Monitoring platform for keeping systems up and running at all times.
Full stack visibility across the entire stack.
Detect and resolve any incident in record time.
Conform to industry best practices.
Dashbird continuously monitors and analyses your serverless applications to ensure reliability, cost and performance optimisation and alignment with the Well Architected Framework.
What defines a serverless system, main characteristics and how it operates
What are the types of serverless systems for computing, storage, queue processing, etc.
What are the challenges of serverless infrastructures and how to overcome them?
How systems can be reliable and the importance to cloud applications
What is a scalable system and how to handle increasing loads
Making systems easy to operate, manage and evolve
Learn the three basic concepts to build scalable and maintainable applications on serverless backends
The pros and cons of each architecture and insights to choose the best option for your projects
Battle-tested serverless patterns to make sure your cloud architecture is ready to production use
Strategies to compose functions into flexible, scalable and maintainable systems
Achieving loosely-coupled architectures with the asynchronous messaging pattern
Using message queues to manage task processing asynchronously
Asynchronous message and task processing with Pub/Sub
A software pattern to control workflows and state transitions on complex processes
The strategy and practical considerations about AWS physical infrastructure
How cloud resources are identified across the AWS stack
What makes up a Lambda function?
What is AWS Lambda and how it works
Suitable use cases and advantages of using AWS Lambda
How much AWS Lambda costs, pricing model structure and how to save money on Lambda workloads
Learn the main pros/cons of AWS Lambda, and how to solve the FaaS development challenges
Main aspects of the Lambda architecture that impact application development
Quick guide for Lambda applications in Nodejs, Python, Ruby, Java, Go, C# / .NET
Different ways of invoking a Lambda function and integrating to other services
Building fault-tolerant serverless functions with AWS Lambda
Understand how Lambda scales and deals with concurrency
How to use Provisioned Concurrency to reduce function latency and improve overall performance
What are Lambda Layers and how to use them
What are cold starts, why they happen and what to do about them
Understand the Lambda retry mechanism and how functions should be designed
Managing AWS Lambda versions and aliases
How to best allocate resources and improve Lambda performance
What is DynamoDB, how it works and the main concepts of its data model
How much DynamoDB costs and its different pricing models
Query and Scan operations and how to access data on DynamoDB
Alternative indexing methods for flexible data access patterns
How to organize information and leverage DynamoDB features for advanced ways of accessing data
Different models for throughput capacity allocation and optimization in DynamoDB
Comparing NoSQL databases: DynamoDB and Mongo
Comparing managed database services: DynamoDB vs. Mongo Atlas
How does an API gateway work and what are some of the most common usecases
Learn what are the benefits or drawbacks of using APIGateway
Picking the correct one API Gateway service provider can be difficult
Types of possible errors in an AWS Lambda function and how to handle them
Best practices for what to log in an AWS Lambda function
How to log objects and classes from the Lambda application code
Program a proactive alerting system to stay on top of the serverless stack
Below are some of the main characteristics that makes EventBridge an appealing service, as well as the benefits it can bring to cloud applications.
Event Bridge is, in many cases, one of the best ways to implement an asynchronous messaging pattern for a cloud system.
EventBridge delivers not only a loose-coupled architecture, but also enables:
These are the three essential characteristics of an asynchronous pattern implementation.
Event schemas and the Schema Registry makes it a lot easier to manage large scale applications running on top of EventBridge.
These two features allows developers to discover and track tempaltes for event messages used by the system. This provides a centralized communication channel for different developers (or teams), responsible for different components, to account for and work upon eachothers’ services.
There are no servers to provision or maintain when using Event Bridge. As usual, AWS provides services quotas1 and SLAs in which developers can rely upon without worrying if the underlying infrastructure components will work when needed.
This is especially benefitial if resilience is one of the main goals when applying an asynchronous architecture. By relying on a serverless offering by AWS, the development team can abstract away worries about infrastructure uptime, performance and other issues.
First, the Event Bridge does not work based on topics, like the Pub/Sub mechanism. There is one single bus for a whole set of different and unrelated types of events.
While it is possible to create multiple buses, it is not required. Even though it’s possible to work with unrelated messages in a Pub/Sub architecture, it becomes cumbersome and difficult to manage as the number and complexity of message types grow.
Internally to AWS, an EventBridge bus can seamslessly connect to Lambda functions, EC2 instances, Kinesis streams, CloudWatch logs, Containers, State Functions, Batch jobs and many more services.
EventBridge also comes with a set of SaaS partner services that can automatically push events to buses, such as Segment, SugarCRM, Zendesk and more.
When it comes to flexibility and interconnectivity, this rich integration set puts EventBridge ahead of other services such as SQS (queues) or SNS (Pub/Sub topics).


Your objective: Your answer should be the full listing, copied word for word.

Supplied material:
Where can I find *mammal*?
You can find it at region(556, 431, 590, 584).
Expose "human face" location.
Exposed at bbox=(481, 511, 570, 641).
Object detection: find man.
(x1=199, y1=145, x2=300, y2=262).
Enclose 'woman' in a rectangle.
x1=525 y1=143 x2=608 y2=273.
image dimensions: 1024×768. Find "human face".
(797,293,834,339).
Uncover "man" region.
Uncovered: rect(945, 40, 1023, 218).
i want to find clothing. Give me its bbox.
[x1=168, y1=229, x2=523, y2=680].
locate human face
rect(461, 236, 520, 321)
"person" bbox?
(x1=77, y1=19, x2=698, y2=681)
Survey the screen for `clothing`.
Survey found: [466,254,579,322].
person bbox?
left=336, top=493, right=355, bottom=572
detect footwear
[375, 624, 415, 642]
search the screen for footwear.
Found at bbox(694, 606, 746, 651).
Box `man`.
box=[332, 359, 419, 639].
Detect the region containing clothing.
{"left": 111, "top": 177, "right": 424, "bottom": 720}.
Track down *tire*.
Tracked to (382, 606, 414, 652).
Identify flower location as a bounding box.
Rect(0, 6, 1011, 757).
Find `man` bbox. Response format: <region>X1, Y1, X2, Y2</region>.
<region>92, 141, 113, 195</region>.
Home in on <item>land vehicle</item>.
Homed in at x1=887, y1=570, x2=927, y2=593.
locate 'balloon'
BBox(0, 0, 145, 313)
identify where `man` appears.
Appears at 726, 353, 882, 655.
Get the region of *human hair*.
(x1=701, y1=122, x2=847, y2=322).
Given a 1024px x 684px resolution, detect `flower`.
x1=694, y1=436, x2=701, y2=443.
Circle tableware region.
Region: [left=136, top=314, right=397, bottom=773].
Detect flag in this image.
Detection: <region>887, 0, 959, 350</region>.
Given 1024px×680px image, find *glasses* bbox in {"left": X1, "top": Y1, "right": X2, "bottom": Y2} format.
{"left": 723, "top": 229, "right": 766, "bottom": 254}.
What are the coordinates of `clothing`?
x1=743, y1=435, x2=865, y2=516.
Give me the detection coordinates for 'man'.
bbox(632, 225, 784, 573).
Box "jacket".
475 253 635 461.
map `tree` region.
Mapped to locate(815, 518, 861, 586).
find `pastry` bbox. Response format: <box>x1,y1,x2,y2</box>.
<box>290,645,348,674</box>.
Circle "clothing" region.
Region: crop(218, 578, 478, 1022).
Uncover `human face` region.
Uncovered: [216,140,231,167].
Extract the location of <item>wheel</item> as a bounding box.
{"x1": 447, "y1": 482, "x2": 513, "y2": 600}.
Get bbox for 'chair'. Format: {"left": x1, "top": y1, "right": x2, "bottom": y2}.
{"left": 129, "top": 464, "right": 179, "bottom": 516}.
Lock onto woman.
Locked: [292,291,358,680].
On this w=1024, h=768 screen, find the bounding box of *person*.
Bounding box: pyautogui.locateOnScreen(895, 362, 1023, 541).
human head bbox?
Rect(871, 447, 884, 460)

Task answer:
Where can I find *mammal*?
You can find it at region(556, 431, 590, 584).
Expose "human face" location.
Exposed at bbox=(481, 511, 570, 641).
Object detection: find man.
(x1=199, y1=145, x2=300, y2=262).
Enclose 'woman' in a rectangle.
x1=525 y1=143 x2=608 y2=273.
image dimensions: 1024×768. Find "human face".
(797,293,834,339).
Uncover "man" region.
Uncovered: rect(945, 40, 1023, 218).
i want to find clothing. Give me its bbox.
[x1=168, y1=229, x2=523, y2=680].
locate human face
rect(461, 236, 520, 321)
"person" bbox?
(x1=77, y1=19, x2=698, y2=681)
Survey the screen for `clothing`.
Survey found: [466,254,579,322].
person bbox?
left=336, top=493, right=355, bottom=572
detect footwear
[375, 624, 415, 642]
search the screen for footwear.
Found at bbox(694, 606, 746, 651).
Box `man`.
box=[332, 359, 419, 639].
Detect the region containing clothing.
{"left": 111, "top": 177, "right": 424, "bottom": 720}.
Track down *tire*.
Tracked to (382, 606, 414, 652).
Identify flower location as a bounding box.
Rect(0, 6, 1011, 757).
Find `man` bbox. Response format: <region>X1, Y1, X2, Y2</region>.
<region>92, 141, 113, 195</region>.
Home in on <item>land vehicle</item>.
Homed in at x1=887, y1=570, x2=927, y2=593.
locate 'balloon'
BBox(0, 0, 145, 313)
identify where `man` appears.
Appears at 726, 353, 882, 655.
Get the region of *human hair*.
(x1=701, y1=122, x2=847, y2=322).
Given a 1024px x 684px resolution, detect `flower`.
x1=694, y1=436, x2=701, y2=443.
Circle tableware region.
Region: [left=136, top=314, right=397, bottom=773].
Detect flag in this image.
Detection: <region>887, 0, 959, 350</region>.
Given 1024px×680px image, find *glasses* bbox in {"left": X1, "top": Y1, "right": X2, "bottom": Y2} format.
{"left": 723, "top": 229, "right": 766, "bottom": 254}.
What are the coordinates of `clothing`?
x1=743, y1=435, x2=865, y2=516.
Give me the detection coordinates for 'man'.
bbox(632, 225, 784, 573).
Box "jacket".
475 253 635 461.
map `tree` region.
Mapped to locate(815, 518, 861, 586).
find `pastry` bbox. Response format: <box>x1,y1,x2,y2</box>.
<box>290,645,348,674</box>.
Circle "clothing" region.
Region: crop(218, 578, 478, 1022).
Uncover `human face` region.
Uncovered: [216,140,231,167].
Extract the location of <item>wheel</item> as a bounding box.
{"x1": 447, "y1": 482, "x2": 513, "y2": 600}.
Get bbox for 'chair'. Format: {"left": x1, "top": y1, "right": x2, "bottom": y2}.
{"left": 129, "top": 464, "right": 179, "bottom": 516}.
Lock onto woman.
Locked: [292,291,358,680].
On this w=1024, h=768 screen, find the bounding box of *person*.
Bounding box: pyautogui.locateOnScreen(895, 362, 1023, 541).
human head bbox?
Rect(871, 447, 884, 460)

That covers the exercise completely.